Lineage (genetic)

[1] Incomplete lineage sorting describes when the phylogenetic tree for a gene does not match that of the species.

[3][4] Lineage selection is also useful in determining the effects of mutations in highly structured environments such as tumors.

Tree sequence recording has been incorporated into the population simulation software SLiM.

[10][11] Among eukaryotes, almost all lineages with asexual modes of reproduction maintain meiosis either in a modified form or as an alternative pathway.

[12] A constraint on a meiotic sexual lineage undergoing switching to an ameiotic, asexual form of reproduction appears to be the concomitant loss of the protective recombinational repair of DNA damage that is a key function of meiosis.

Figure 1. Incomplete lineage sorting. The gene G has two versions (alleles), G0 and G1. The ancestor of A, B and C originally had only one version of gene G, G0. At some point, a mutation occurred and the ancestral population became polymorphic, with some individuals having G0 and others G1. When species A split off, it retained only G1, while the ancestor of B and C remained polymorphic. When B and C diverged, B retained only G1 and C only G0; neither were now polymorphic in G. The tree for gene G shows A and B as sisters, whereas the species tree shows B and C as sisters.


* [WHAT NEEDS TO BE DONE] The entries shown here must be retyped in full, with no pictures included.

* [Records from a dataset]
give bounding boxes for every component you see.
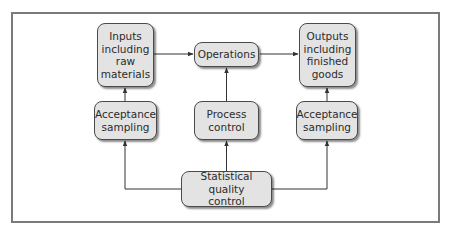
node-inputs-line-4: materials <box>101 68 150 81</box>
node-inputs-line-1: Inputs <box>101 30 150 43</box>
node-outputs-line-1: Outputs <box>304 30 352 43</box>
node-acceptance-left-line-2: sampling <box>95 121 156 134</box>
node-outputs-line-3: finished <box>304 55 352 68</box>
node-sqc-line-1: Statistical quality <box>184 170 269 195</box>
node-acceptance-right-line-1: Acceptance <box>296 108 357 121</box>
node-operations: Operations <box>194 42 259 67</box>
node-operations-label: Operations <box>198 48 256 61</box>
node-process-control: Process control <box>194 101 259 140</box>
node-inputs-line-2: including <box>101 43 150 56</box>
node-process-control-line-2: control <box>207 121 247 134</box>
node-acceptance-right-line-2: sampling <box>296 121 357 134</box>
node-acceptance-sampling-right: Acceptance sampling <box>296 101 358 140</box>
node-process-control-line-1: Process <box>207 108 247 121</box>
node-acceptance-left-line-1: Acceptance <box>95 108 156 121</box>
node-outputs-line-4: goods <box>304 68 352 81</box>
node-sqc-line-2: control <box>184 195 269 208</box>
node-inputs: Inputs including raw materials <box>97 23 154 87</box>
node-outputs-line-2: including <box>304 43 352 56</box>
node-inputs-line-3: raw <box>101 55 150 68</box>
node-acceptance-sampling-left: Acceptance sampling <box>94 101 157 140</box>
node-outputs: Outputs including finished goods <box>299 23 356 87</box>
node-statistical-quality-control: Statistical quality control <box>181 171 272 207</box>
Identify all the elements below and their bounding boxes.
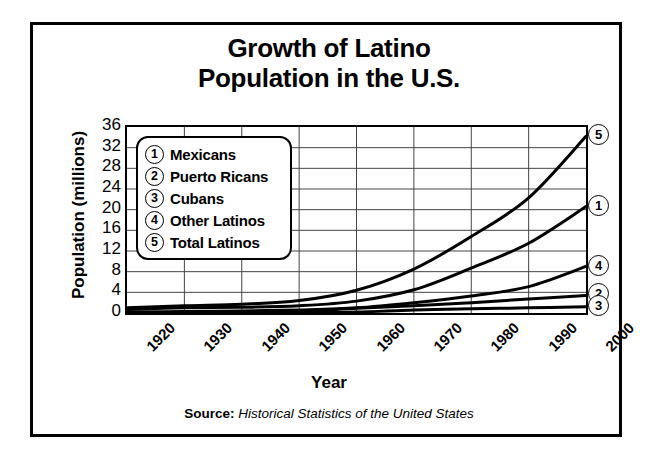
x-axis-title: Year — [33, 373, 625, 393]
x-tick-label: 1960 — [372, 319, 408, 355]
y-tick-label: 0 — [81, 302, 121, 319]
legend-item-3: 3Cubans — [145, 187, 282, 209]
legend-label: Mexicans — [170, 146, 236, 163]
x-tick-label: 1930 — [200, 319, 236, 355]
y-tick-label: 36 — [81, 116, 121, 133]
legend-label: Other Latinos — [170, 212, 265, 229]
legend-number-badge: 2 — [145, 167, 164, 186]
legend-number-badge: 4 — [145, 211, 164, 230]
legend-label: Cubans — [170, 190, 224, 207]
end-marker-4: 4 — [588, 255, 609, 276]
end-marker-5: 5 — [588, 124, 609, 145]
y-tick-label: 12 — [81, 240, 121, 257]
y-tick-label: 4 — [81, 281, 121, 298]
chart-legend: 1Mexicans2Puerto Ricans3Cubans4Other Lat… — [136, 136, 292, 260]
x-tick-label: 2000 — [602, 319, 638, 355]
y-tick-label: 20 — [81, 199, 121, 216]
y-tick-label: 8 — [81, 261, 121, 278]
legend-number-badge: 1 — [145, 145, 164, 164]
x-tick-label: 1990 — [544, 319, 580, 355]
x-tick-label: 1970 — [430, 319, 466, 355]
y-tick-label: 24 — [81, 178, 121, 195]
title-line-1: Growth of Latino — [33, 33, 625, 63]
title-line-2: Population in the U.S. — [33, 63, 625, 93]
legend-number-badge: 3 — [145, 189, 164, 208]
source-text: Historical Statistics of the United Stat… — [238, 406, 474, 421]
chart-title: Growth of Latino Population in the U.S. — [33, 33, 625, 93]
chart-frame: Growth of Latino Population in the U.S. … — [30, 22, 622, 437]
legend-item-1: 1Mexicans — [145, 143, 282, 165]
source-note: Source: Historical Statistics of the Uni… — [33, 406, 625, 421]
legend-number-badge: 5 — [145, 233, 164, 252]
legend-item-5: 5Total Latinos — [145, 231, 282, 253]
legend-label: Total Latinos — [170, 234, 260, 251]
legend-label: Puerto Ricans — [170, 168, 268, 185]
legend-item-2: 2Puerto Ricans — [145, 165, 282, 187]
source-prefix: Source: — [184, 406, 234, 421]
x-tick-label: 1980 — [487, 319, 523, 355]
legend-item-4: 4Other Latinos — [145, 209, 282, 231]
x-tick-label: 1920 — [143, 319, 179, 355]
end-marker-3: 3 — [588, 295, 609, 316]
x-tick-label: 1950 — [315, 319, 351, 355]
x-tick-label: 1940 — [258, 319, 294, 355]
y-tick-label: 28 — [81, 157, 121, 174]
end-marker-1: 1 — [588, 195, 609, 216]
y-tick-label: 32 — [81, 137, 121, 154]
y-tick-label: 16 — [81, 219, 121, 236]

* [OUTPUT]
give bounding boxes for every component you see.
node-inputs-line-4: materials <box>101 68 150 81</box>
node-inputs-line-1: Inputs <box>101 30 150 43</box>
node-outputs-line-1: Outputs <box>304 30 352 43</box>
node-acceptance-left-line-2: sampling <box>95 121 156 134</box>
node-outputs-line-3: finished <box>304 55 352 68</box>
node-sqc-line-1: Statistical quality <box>184 170 269 195</box>
node-acceptance-right-line-1: Acceptance <box>296 108 357 121</box>
node-operations: Operations <box>194 42 259 67</box>
node-operations-label: Operations <box>198 48 256 61</box>
node-process-control: Process control <box>194 101 259 140</box>
node-inputs-line-2: including <box>101 43 150 56</box>
node-process-control-line-2: control <box>207 121 247 134</box>
node-acceptance-right-line-2: sampling <box>296 121 357 134</box>
node-acceptance-sampling-right: Acceptance sampling <box>296 101 358 140</box>
node-process-control-line-1: Process <box>207 108 247 121</box>
node-acceptance-left-line-1: Acceptance <box>95 108 156 121</box>
node-outputs-line-4: goods <box>304 68 352 81</box>
node-sqc-line-2: control <box>184 195 269 208</box>
node-inputs: Inputs including raw materials <box>97 23 154 87</box>
node-outputs-line-2: including <box>304 43 352 56</box>
node-inputs-line-3: raw <box>101 55 150 68</box>
node-acceptance-sampling-left: Acceptance sampling <box>94 101 157 140</box>
node-outputs: Outputs including finished goods <box>299 23 356 87</box>
node-statistical-quality-control: Statistical quality control <box>181 171 272 207</box>
Identify all the elements below and their bounding boxes.
x-axis-title: Year — [33, 373, 625, 393]
x-tick-label: 1960 — [372, 319, 408, 355]
y-tick-label: 0 — [81, 302, 121, 319]
legend-item-3: 3Cubans — [145, 187, 282, 209]
legend-label: Mexicans — [170, 146, 236, 163]
x-tick-label: 1930 — [200, 319, 236, 355]
y-tick-label: 36 — [81, 116, 121, 133]
legend-label: Other Latinos — [170, 212, 265, 229]
legend-number-badge: 2 — [145, 167, 164, 186]
legend-number-badge: 4 — [145, 211, 164, 230]
legend-label: Cubans — [170, 190, 224, 207]
end-marker-4: 4 — [588, 255, 609, 276]
end-marker-5: 5 — [588, 124, 609, 145]
y-tick-label: 12 — [81, 240, 121, 257]
y-tick-label: 4 — [81, 281, 121, 298]
chart-legend: 1Mexicans2Puerto Ricans3Cubans4Other Lat… — [136, 136, 292, 260]
x-tick-label: 2000 — [602, 319, 638, 355]
y-tick-label: 20 — [81, 199, 121, 216]
y-tick-label: 8 — [81, 261, 121, 278]
legend-number-badge: 1 — [145, 145, 164, 164]
x-tick-label: 1990 — [544, 319, 580, 355]
x-tick-label: 1970 — [430, 319, 466, 355]
y-tick-label: 24 — [81, 178, 121, 195]
title-line-1: Growth of Latino — [33, 33, 625, 63]
title-line-2: Population in the U.S. — [33, 63, 625, 93]
legend-number-badge: 3 — [145, 189, 164, 208]
source-text: Historical Statistics of the United Stat… — [238, 406, 474, 421]
chart-title: Growth of Latino Population in the U.S. — [33, 33, 625, 93]
chart-frame: Growth of Latino Population in the U.S. … — [30, 22, 622, 437]
legend-item-1: 1Mexicans — [145, 143, 282, 165]
source-note: Source: Historical Statistics of the Uni… — [33, 406, 625, 421]
legend-number-badge: 5 — [145, 233, 164, 252]
legend-item-5: 5Total Latinos — [145, 231, 282, 253]
legend-label: Total Latinos — [170, 234, 260, 251]
legend-label: Puerto Ricans — [170, 168, 268, 185]
legend-item-2: 2Puerto Ricans — [145, 165, 282, 187]
source-prefix: Source: — [184, 406, 234, 421]
x-tick-label: 1980 — [487, 319, 523, 355]
legend-item-4: 4Other Latinos — [145, 209, 282, 231]
x-tick-label: 1920 — [143, 319, 179, 355]
end-marker-3: 3 — [588, 295, 609, 316]
x-tick-label: 1950 — [315, 319, 351, 355]
x-tick-label: 1940 — [258, 319, 294, 355]
y-tick-label: 28 — [81, 157, 121, 174]
end-marker-1: 1 — [588, 195, 609, 216]
y-tick-label: 32 — [81, 137, 121, 154]
y-tick-label: 16 — [81, 219, 121, 236]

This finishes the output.